An onlooker, even a foreigner not understanding the language, could not fail to have been touched by the mere sight of this strange gathering in the heart of London,—the unpretentious building, the antique look of the clergyman in his gown and Elizabethan ruff, the ranks of men—numbering nearly four hundred—with their grave, weather-beaten faces, the greater number of them sailors, but with a sprinkling of business men living in the neighborhood, and the young Norseman who had just entered, with his pride broken down by memories of an old home, his love of Norway leading him to the realization that he was also a citizen of another country, and his stern face softened to that expression which is always so full of pathos—the expression of intent listening.
In the Norwegian church the subject of the sermon is arranged throughout the year. On this second Sunday after Trinity it was on the Gospel for the day, the parable of the Master of the House who made a great supper, and of the guests who “all with one consent began to make excuse.” There was nothing new in what Frithiof heard; he had heard it all in the old times, and, entirely satisfied with the happiness of self-pleasing, had been among the rich who had been sent empty away. Now he came poor and in need, and found that after all it is the hungry who are “filled with good things.”
Very gradually, and helped by many flashes of light which had from time to time come to him in his darkest hours, he had during the last two years groped his way from the vague and somewhat flippant belief in a good providence, which he had once announced to Blanche as his creed, and had learnt to believe in the All-Father. His meeting with Donati had exercised, and still continued to exercise, an extraordinary influence over him; but it was not until this Sunday morning, in his own national church, not until in his own language he once more heard the entreaty, “Come, for all things are now ready!” that he fully realized how he had neglected the life of Sonship.
With an Infinite Love belonging to him by right, he had allowed himself to be miserable, isolated, and bitter. To many distinct commands he had turned a deaf ear. To One who needed him and asked his love he had replied in the jargon of the nineteenth century, but in the spirit of the old Bible story, that practical matters needed him and that he could not come.
When the preacher went on to speak of the Lord’s Supper, and the distinct command that all should come to it, Frithiof began to perceive for the first time that he had regarded this service merely as the incomprehensible communication of a great gift—whereas this was in truth only one side of it, and he, also, had to give himself up to One who actually needed him. It was characteristic of his honest nature that when he at last perceived this truth he no longer made excuse but promptly obeyed, not waiting for full understanding, not troubling at all about controversial points, but simply doing what he recognized as his duty.
And when in a rapid survey of the past there came recollections of Blanche and the wrong she had done him, he was almost startled to find how quietly he could think of her, how possible it had become to blot out all the resentful memories, all the reproachful thoughts that for so long had haunted him. For the first time he entirely forgave her, and in the very act of forgiving he seemed to regain something of the brightness which she had driven from his life, and to gain something better and truer than had as yet been his.
All the selfish element had died out of his love for her; there remained only the sadness of thinking of her disgrace, and a longing that, even yet, the good might prevail in her life. Was there no recovery from such a fall? Was no allowance to be made for her youth and her great temptations? If she really repented ought not her husband once more to receive her; and give her the protection which he alone could give?
Kneeling there in the quiet he faced that great problem, and with eyes cleared by love, with his pride altogether laid low, and knowing what it was both to forgive and to be forgiven, he saw beyond the conventional view taken by the world. There was no escaping the great law of forgiveness laid down by Christ, “If he repent, forgive him.” “Forgive even as also ye are forgiven.” And if marriage was taken as a symbol of the union between Christ and the Church, how was it possible to exclude the idea of forgiveness for faithlessness truly repented of? Had he been in Lord Romiaux’s place he knew that he must have forgiven her, that if necessary he must have set the whole world at defiance, in order once more to shelter her from the deadly peril to which, alone, she must always be exposed.
And so it happened that love turned to good even the early passion that had apparently made such havoc of his life, and used it now to raise him out of the thought of his own trouble and undeserved disgrace, used it to lift him out of the selfishness and hardness that for so long had been cramping an otherwise fine nature.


Task statement> Could you return each line of the material that has "side" in it?
= Beginning of Section =
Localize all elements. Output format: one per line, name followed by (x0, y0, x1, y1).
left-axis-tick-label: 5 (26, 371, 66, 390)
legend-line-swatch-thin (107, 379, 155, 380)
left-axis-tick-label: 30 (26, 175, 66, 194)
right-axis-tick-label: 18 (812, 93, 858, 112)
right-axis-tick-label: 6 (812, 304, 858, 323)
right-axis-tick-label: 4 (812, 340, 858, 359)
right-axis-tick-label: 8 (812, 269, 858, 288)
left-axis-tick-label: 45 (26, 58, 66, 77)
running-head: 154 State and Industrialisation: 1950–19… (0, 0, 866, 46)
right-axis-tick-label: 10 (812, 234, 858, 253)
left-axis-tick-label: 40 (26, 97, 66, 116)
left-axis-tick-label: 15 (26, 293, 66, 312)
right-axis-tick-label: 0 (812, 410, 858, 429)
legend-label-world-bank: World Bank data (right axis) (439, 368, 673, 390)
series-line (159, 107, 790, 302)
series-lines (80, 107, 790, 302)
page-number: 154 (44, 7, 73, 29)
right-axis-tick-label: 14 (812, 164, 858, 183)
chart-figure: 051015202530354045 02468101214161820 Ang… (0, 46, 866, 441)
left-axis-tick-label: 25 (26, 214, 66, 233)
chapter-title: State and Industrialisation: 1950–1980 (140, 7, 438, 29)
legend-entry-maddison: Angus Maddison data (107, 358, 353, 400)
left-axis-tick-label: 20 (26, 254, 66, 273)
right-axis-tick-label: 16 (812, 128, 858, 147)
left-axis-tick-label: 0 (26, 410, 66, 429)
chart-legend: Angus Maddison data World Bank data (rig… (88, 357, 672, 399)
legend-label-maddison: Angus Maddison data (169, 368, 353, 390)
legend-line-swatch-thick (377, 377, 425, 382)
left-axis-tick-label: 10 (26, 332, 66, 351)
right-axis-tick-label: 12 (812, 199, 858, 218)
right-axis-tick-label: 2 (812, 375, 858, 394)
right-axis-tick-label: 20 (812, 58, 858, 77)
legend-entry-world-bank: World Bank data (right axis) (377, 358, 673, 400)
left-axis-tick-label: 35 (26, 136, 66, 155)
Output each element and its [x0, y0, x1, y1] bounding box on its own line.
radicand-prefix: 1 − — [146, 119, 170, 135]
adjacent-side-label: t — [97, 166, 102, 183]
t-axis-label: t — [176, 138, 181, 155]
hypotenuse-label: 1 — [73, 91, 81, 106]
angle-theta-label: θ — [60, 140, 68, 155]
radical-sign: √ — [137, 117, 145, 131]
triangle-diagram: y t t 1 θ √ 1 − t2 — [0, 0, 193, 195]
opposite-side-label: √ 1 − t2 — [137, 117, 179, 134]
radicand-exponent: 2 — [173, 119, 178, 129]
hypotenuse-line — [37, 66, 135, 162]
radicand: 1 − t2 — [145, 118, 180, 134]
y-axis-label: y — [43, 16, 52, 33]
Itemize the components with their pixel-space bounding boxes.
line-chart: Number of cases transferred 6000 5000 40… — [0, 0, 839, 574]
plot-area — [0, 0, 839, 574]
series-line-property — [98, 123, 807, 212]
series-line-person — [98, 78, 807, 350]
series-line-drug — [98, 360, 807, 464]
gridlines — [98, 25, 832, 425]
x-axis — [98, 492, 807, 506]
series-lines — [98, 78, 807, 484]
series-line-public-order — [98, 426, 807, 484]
= End of Section =
Answer box>
adjacent-side-label: t — [97, 166, 102, 183]
opposite-side-label: √ 1 − t2 — [137, 117, 179, 134]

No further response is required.